Locks Gallery is pleased to announce Louise Fishman: Soliloquy, which marks the late artist’s second solo exhibition with the gallery. The show features paintings from the past twenty years, which highlight several important canvases and drawings made surrounding her third, and final, residency in Venice, Italy from 2016 to 2017.
Louise Fishman’s (1939–2021) paintings are layered upon an improvised structural grid assembled out of strokes, skeins, and slashes of oil paint, applied with large serrated trowels and scrapers, along with more traditional paint brushes—and sometimes, her hands. Her dynamic surfaces are often intensified by their scale, she excelled at working big and many of her canvases measure over seven feet. While her work is rooted in the AbEx tradition celebrating process and materiality, Fishman always drew upon personal experience informed by her identity as a Jewish, lesbian feminist.
Fishman embarked on several residencies at the Emily Harvey Foundation in Venice: during the Fall of 2011 and 2013, and at the end of 2016, and many of her works from the past decade were inspired by these periods. Fishman had a deep understanding and appreciation of art history, from her family background (her mother and aunt were both artists and studied at the Barnes Foundation), and her education at Tyler School of Art in Philadelphia, and University of Illinois in Champaign. Being in Venice was a powerful experience. She highly anticipated it (for years, due to it being postponed several times). While in Venice, Fishman limited her studio practice to drawing and watercolor, reveling in small scale work including Japanese style fold out books and note card sized watercolors. When she returned to her studio in New York, the effects of the residency became pronounced in her work. The theatricality that comes from the grandness of opera, the drama of the old masters paintings (Titian was a favorite)imbued her paintings. As put in the 2014 Whitney Biennale: “The melding of order and chaos that she encountered while touring the city’s famous blue-green canals and labyrinthine alleyways aligned with the direction her painting has taken since the early 1990s. Artworks that Fishman made during this period reveal her efforts to resolve the two apparently opposing tendencies she has worked through as an abstract painter since the mid-1960s - the hard-edge objectivity of the grid and the gestural subjectivity of expressionism.”
Born in 1939 in Philadelphia, Louise Fishman, lived and worked in New York. Fishman’s work is in the collections many public institutions, including the National Academy of Art and Design, NY; the Metropolitan Museum of Art, NY; the Art Institute of Chicago, Chicago, IL; the Carnegie Museum of Art, Pittsburg, PA; the High Museum of Art, Atlanta, GA; the Jewish Museum, NY; the Neuberger Museum of Art, Purchase, NY; the Krannert Art Museum, Champaign, IL; the Hood Museum of Art, Hanover, NH; and the Museum of Contemporary Art, San Diego, CA. She was the recipient of three National Endowment for the Arts grants, a New York Foundation for the Arts Fellowship, and a Guggenheim Fellowship, among others.
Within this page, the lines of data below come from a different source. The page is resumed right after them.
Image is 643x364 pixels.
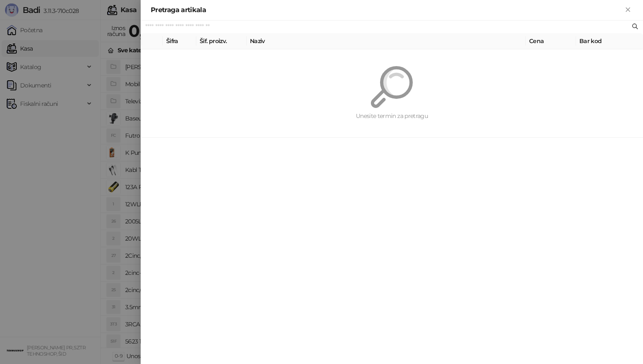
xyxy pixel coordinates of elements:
[196,33,246,49] th: Šif. proizv.
[163,33,196,49] th: Šifra
[576,33,643,49] th: Bar kod
[151,5,623,15] div: Pretraga artikala
[526,33,576,49] th: Cena
[623,5,633,15] button: Zatvori
[371,66,413,108] img: Pretraga
[161,111,623,120] div: Unesite termin za pretragu
[246,33,526,49] th: Naziv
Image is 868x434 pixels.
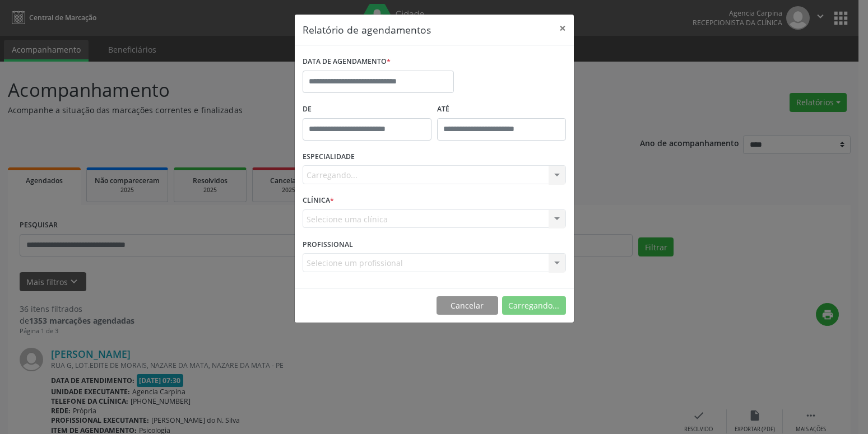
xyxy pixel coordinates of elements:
[551,15,574,42] button: Close
[303,22,431,37] h5: Relatório de agendamentos
[437,101,566,118] label: ATÉ
[303,148,355,166] label: ESPECIALIDADE
[502,296,566,316] button: Carregando...
[303,192,334,209] label: CLÍNICA
[303,53,391,70] label: DATA DE AGENDAMENTO
[303,101,432,118] label: De
[436,296,498,316] button: Cancelar
[303,236,353,253] label: PROFISSIONAL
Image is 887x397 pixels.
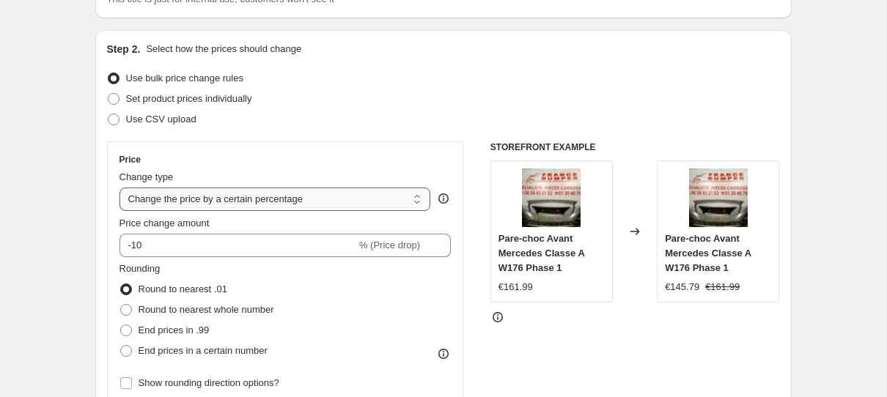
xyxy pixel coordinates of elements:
input: -15 [119,234,356,257]
span: % (Price drop) [359,240,420,251]
span: End prices in .99 [138,325,210,336]
span: Rounding [119,263,160,274]
h3: Price [119,154,141,166]
img: PARE-CHOC-AVANT-CLASSE-A-W176-PH1-FRANCE-BUMPER-9787_80x.jpg [689,169,747,227]
div: €145.79 [665,280,699,295]
span: Change type [119,171,174,182]
span: End prices in a certain number [138,345,267,356]
span: Pare-choc Avant Mercedes Classe A W176 Phase 1 [665,233,751,273]
strike: €161.99 [705,280,739,295]
span: Round to nearest .01 [138,284,227,295]
span: Round to nearest whole number [138,304,274,315]
span: Price change amount [119,218,210,229]
span: Use bulk price change rules [126,73,243,84]
span: Set product prices individually [126,93,252,104]
div: help [436,191,451,206]
img: PARE-CHOC-AVANT-CLASSE-A-W176-PH1-FRANCE-BUMPER-9787_80x.jpg [522,169,580,227]
div: €161.99 [498,280,533,295]
span: Pare-choc Avant Mercedes Classe A W176 Phase 1 [498,233,585,273]
span: Show rounding direction options? [138,377,279,388]
h2: Step 2. [107,42,141,56]
span: Use CSV upload [126,114,196,125]
h6: STOREFRONT EXAMPLE [490,141,780,153]
p: Select how the prices should change [146,42,301,56]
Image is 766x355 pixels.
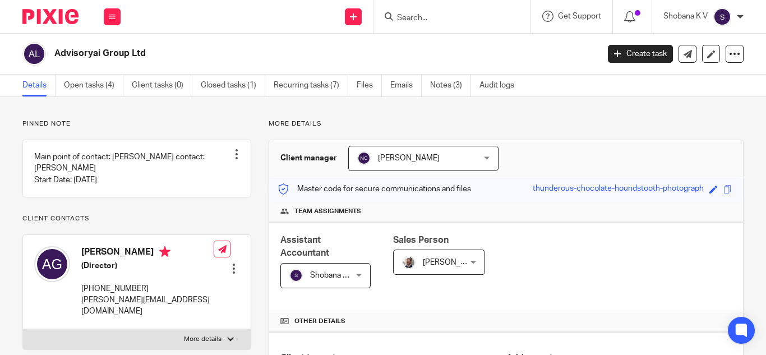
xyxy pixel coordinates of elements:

Widely shown for the past five decades, Fishman’s first group show was at the National Drawing and Print Exhibition at the Pennsylvania Academy of Fine Arts in 1961. Her first solo exhibit was at the Philadelphia Art Alliance in 1963. Fishman was included in three Whitney Biennials: 1973, 1987, and 2014 (the last biennial at the Breuer building). In 2016, the Neuberger Museum of Art organized the artist’s first retrospective, curated by Helaine Posner and accompanied by a monograph; the retrospective traveled to the Weatherspoon Art Museum, University of North Carolina at Greensboro in 2017. In Fishman’s hometown of Philadelphia, the Institute of Contemporary Art held a concurrent exhibition of her small-scale work, Paper Louise Tiny Fishman Rock, curated by Ingrid Schaffner. The Krannert Art Museum at the University of Illinois presented an exhibition of Fishman’s drawings in 2021.